Monday, March 29, 2021

Solar-powered clean, hot water installed at all 92 Swaziland clinics

LOBAMBA - For more than a year, nurse Lindiwe Magongo has seen to the needs of 600 patients per week at her small clinic near the capital of eSwatini, the nation formerly known as Swaziland.

And until very recently, she's fought both ordinary health issues and the global coronavirus pandemic without the most basic health care tool: clean, hot water.

Doctors say handwashing, hygiene and sanitation are key to curbing the spread of illness. The coronavirus, which causes the COVID-19 disease, has claimed nearly 700 lives in this nation of just over one million people. But before the pandemic hit, 82 per cent of clinics in this small, landlocked southern African nation lacked this vital tool. In recent months, a multinational initiative has installed an outdoor solar-powered handwashing station in every clinic.

On a recent weekday, Magongo beamed at the new handwashing station at the gate of her clinic. Dozens of emaSwati, as the people of eSwatini are called, had lined up before the clinic opened, and were now filing in after washing their hands.

It is not just a concrete structure consisting of a heavy sink and a durable solar water heater, she said — though it is, literally, that. To her, it represents possibility. Magongo says the hot water station is also used to clean the clinic and brew tea for staff. Patients can take water home if they like.

"I will call it a sculpture," she said. "Because the water is going to be here for quite some time. We are saving a lot because this is economically accessible to use and no electricity failures. Even if we experience power cuts, this service continues to work. So, in that sense, it is economical, and it's going to be here for quite some time. We're really, really grateful."

VOA asked acting Prime Minister Themba Masuku what seems like an obvious question: why didn't the government do this before? Why wait for foreign donors?

Masuku said it's not that easy for a cash-strapped government with limited manufacturing capabilities and an unreliable electricity supply. When the pandemic hit, he said, eSwatini struggled to acquire basic items like masks.  

"One of the priorities was to build the clinics first," he said. "Because you can't put this stuff here without clinics. As we were building the clinics, as we have 92 of them now, those public health facilities, the stakeholders came in, they wanted to assist and we gladly accepted that. So, everything is prioritized. Health is one of our major priorities. And this is why we thought building the clinics before we get the hot water would be ideal."

At her small clinic in Ezulwini, Magongo said it also breaks what she described as a stigma around handwashing.

"Whenever we wash hands, it means we are going to eat," she said. "Going and washing hands all the time -- it's un-African. We grow up knowing that, it is un-African to keep on washing hands. Why? There's always that why, why, why do you keep on washing your hands? This is going to break (the stigma). And COVID-19 has also helped us in breaking that."

A year ago, Australian solar energy entrepreneur Robert Frazer landed in eSwatini for two weeks of meetings. Then the pandemic struck, and as he sat in lockdown halfway across the world from his Sydney home, he thought: why not do something?

In that year, his company — with extra funding from the German government — has installed 92 of these $3,500 stations.

"There was a very obvious need, and we had the products, we had the relationships, the expertise, to actually deliver a project that would really make a difference in a very short amount of time," he told VOA. "And actually, to be frank, for a reasonably small amount of money."

Frazer stresses that he's not running a charity — they're a for-profit company, and this project has paved the path for a $100 million solar-storage project in eSwatini.

Health minister Lizzy Nkosi says hand hygiene is a key weapon against the infection — and one that eSwatini needs while it launches its mass vaccination campaign in the coming weeks.

"It's not only bringing hot water in places where we would never have dreamt we would have hot water, but is reinforcing age-old infection prevention measures that the ministry employs every time, whether we have an outbreak of measles, of diarrhea, any outbreak," she said.

"Don't take clean, hot water for granted," she said.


**WORK INSTRUCTIONS:**
Please work out how many lines in the records below include the word "minute", and reply with that number only.

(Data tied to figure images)

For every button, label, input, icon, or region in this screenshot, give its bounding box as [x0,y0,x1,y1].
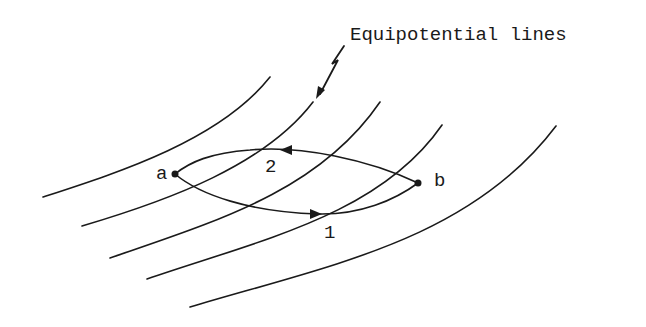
point-a-label: a [156,165,167,184]
path-2-arrowhead [280,145,292,155]
equipotential-line-2 [82,102,313,226]
equipotential-lines-label: Equipotential lines [350,26,567,45]
equipotential-line-3 [110,102,380,258]
equipotential-line-4 [147,125,442,279]
pointer-arrow [320,46,344,94]
path-2-label: 2 [265,158,276,177]
point-b-label: b [434,172,445,191]
diagram-canvas [0,0,646,327]
point-a-dot [172,171,179,178]
equipotential-line-5 [190,126,556,307]
point-b-dot [415,180,422,187]
path-1-label: 1 [324,224,335,243]
equipotential-diagram: Equipotential lines a b 2 1 [0,0,646,327]
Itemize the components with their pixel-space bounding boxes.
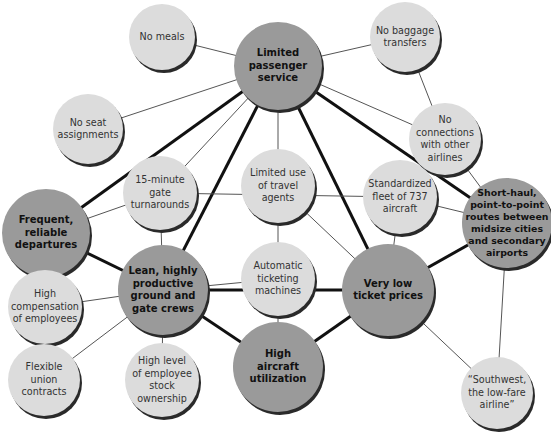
node-label: Lean, highly productive ground and gate …	[126, 265, 199, 315]
node-frequent: Frequent, reliable departures	[2, 189, 90, 277]
node-high-util: High aircraft utilization	[233, 322, 323, 412]
node-label: Short-haul, point-to-point routes betwee…	[463, 187, 550, 259]
node-label: No meals	[138, 31, 187, 44]
node-stock: High level of employee stock ownership	[125, 343, 199, 417]
node-no-connections: No connections with other airlines	[409, 103, 481, 175]
node-label: Limited use of travel agents	[248, 167, 308, 205]
node-no-meals: No meals	[129, 4, 195, 70]
node-no-baggage: No baggage transfers	[370, 2, 440, 72]
node-label: No seat assignments	[56, 117, 121, 142]
node-label: No baggage transfers	[374, 25, 436, 50]
node-label: High compensation of employees	[9, 288, 81, 326]
node-label: High level of employee stock ownership	[130, 355, 194, 405]
node-label: 15-minute gate turnarounds	[129, 174, 191, 212]
node-no-seat: No seat assignments	[53, 94, 123, 164]
node-label: High aircraft utilization	[248, 348, 309, 386]
node-limited-service: Limited passenger service	[234, 22, 322, 110]
node-label: Standardized fleet of 737 aircraft	[366, 178, 433, 216]
node-high-comp: High compensation of employees	[8, 270, 82, 344]
node-lean: Lean, highly productive ground and gate …	[118, 245, 208, 335]
node-flexible: Flexible union contracts	[8, 344, 80, 416]
node-label: Limited passenger service	[247, 47, 310, 85]
activity-system-map: No mealsLimited passenger serviceNo bagg…	[0, 0, 551, 434]
node-label: Frequent, reliable departures	[13, 214, 79, 252]
node-label: Flexible union contracts	[20, 361, 69, 399]
node-label: “Southwest, the low-fare airline”	[466, 374, 528, 412]
node-southwest: “Southwest, the low-fare airline”	[461, 357, 533, 429]
node-turnarounds: 15-minute gate turnarounds	[123, 156, 197, 230]
node-label: Very low ticket prices	[351, 278, 425, 303]
node-label: Automatic ticketing machines	[251, 260, 304, 298]
node-label: No connections with other airlines	[414, 114, 476, 164]
node-very-low: Very low ticket prices	[342, 244, 434, 336]
node-automatic: Automatic ticketing machines	[241, 242, 315, 316]
node-shorthaul: Short-haul, point-to-point routes betwee…	[462, 178, 551, 268]
node-standardized: Standardized fleet of 737 aircraft	[363, 160, 437, 234]
node-limited-travel: Limited use of travel agents	[241, 149, 315, 223]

**WRITTEN ANSWER:**
2